Tuesday, February 3, 2009

So, Tom Daschle has withdrawn, as has Nancy Killefer, both for reason having to do largely with tax evasion issues and other legally questionable practices. Timothy Geithner made it under the wire, though most people admitted that in normal times he might not have made it. Gov. Richardson never even made it to the inauguration. They're falling like flies. 

What does this prove, if anything? It proves that our tax code is absurdly complex, hard to understand, tempting to evade and in dire need of radical simplification. I have never been particularly fond of Mr. Daschle, but the whole idea that he could owe more than $250,000 just for the use of a car service seems absurd on the face of it. As for Nancy Killefer, I sympathize with anyone who has to deal with DC government bureaucrats over anything, let alone taxes.

The bigger picture, however, is even more frustrating. I believe President Obama has been sincere all along in wanting to attack the transactional K-Street politics that has destroyed good government in this country. But I think he has been terribly naive in supposing that just changing the ethics laws and banning lobbyists from an administration could really solve the problem. 

Had he understood better what the real situation was, and here a new book by Robert G. Kaiser of the Washington Post, So Damned Much Money, might be illuminating, he would have known that a stimulus package could not avoid getting tangled up in the web of lobbyists who pollute this city. The talk here in town has been about whether a stimulus package could simultaneously be used to jump-start some needed reform. Rahm Emanuel has supposedly captured this advance spirit by commenting on how it's a sin to let a crisis go unused. That's the wrong question. The issue is not whether a bill can stimulate job-creation and jump-start reform simultaneously, but whether it can stimulate job-creation and strangle the transactional morass simultaneously. Apparently, it can't. Apparently, some of the would-be stranglers need to be strangled themselves.

As for jump-starting real reform, whether in education, energy policy, health policy and so forth, what really stands forth from what we've seen in the past few weeks is that the Democratic members of our political class have no new ideas. And that includes the President, as I've said before. Almost nothing in the stimulus package that is supposed to be reform-engendering is new, and way too much of it may be fairly described as rancid old pork.
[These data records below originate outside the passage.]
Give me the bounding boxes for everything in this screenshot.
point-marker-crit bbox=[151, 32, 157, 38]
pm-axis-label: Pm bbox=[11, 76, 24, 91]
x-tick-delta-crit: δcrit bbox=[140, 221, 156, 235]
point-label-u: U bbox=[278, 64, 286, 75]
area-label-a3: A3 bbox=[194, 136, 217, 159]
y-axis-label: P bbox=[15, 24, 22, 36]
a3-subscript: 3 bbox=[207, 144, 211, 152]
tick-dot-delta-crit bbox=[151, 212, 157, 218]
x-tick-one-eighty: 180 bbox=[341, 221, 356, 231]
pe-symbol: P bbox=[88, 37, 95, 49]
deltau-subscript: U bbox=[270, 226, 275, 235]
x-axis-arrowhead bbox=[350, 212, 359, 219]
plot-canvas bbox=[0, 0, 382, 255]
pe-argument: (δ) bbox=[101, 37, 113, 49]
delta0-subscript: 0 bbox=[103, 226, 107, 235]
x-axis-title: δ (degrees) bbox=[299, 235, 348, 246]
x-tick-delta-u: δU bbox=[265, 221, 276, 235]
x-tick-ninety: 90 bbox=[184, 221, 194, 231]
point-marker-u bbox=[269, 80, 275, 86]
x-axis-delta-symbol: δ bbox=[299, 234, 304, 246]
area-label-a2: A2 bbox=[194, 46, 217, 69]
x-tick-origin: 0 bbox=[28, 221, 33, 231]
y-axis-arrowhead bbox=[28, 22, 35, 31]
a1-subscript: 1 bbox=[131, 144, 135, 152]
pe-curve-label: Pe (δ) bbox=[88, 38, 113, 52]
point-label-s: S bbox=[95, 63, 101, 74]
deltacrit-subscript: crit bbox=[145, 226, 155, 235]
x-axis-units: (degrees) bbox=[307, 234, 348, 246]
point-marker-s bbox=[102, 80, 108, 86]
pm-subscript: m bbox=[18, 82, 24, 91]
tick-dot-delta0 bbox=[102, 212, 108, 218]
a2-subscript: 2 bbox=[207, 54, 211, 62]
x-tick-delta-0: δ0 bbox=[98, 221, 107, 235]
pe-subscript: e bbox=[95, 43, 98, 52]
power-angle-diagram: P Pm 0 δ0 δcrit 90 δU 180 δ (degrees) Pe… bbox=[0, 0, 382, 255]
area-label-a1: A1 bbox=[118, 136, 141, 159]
What have these people been doing for eight years in opposition, anyway, that when their chance to make a difference in the midst of a crisis lands right in their lap, they can't think their way out of a Seven-Eleven?

It's not because there aren't ideas out there either. Liberal think-tanks and magazines have had and have propagated some good ideas over recent years, and some centrist and conservative groups have done so, too. The American Interest, for example, has promoted the idea of a Baby Bond-Service culture, along with CityYear and others. Now that's an idea that would really make a difference, sort of like a second GI Bill but wider and bigger. There are lots of ideas out there, some of them well developed and promising--why doesn't President Obama or the Democratic leadership in the Congress seem to know about them? Don't they read? This I find a lot more disturbing, and depressing, than what has happened to Mr. Daschle, Ms. Killefer and may happen to still others.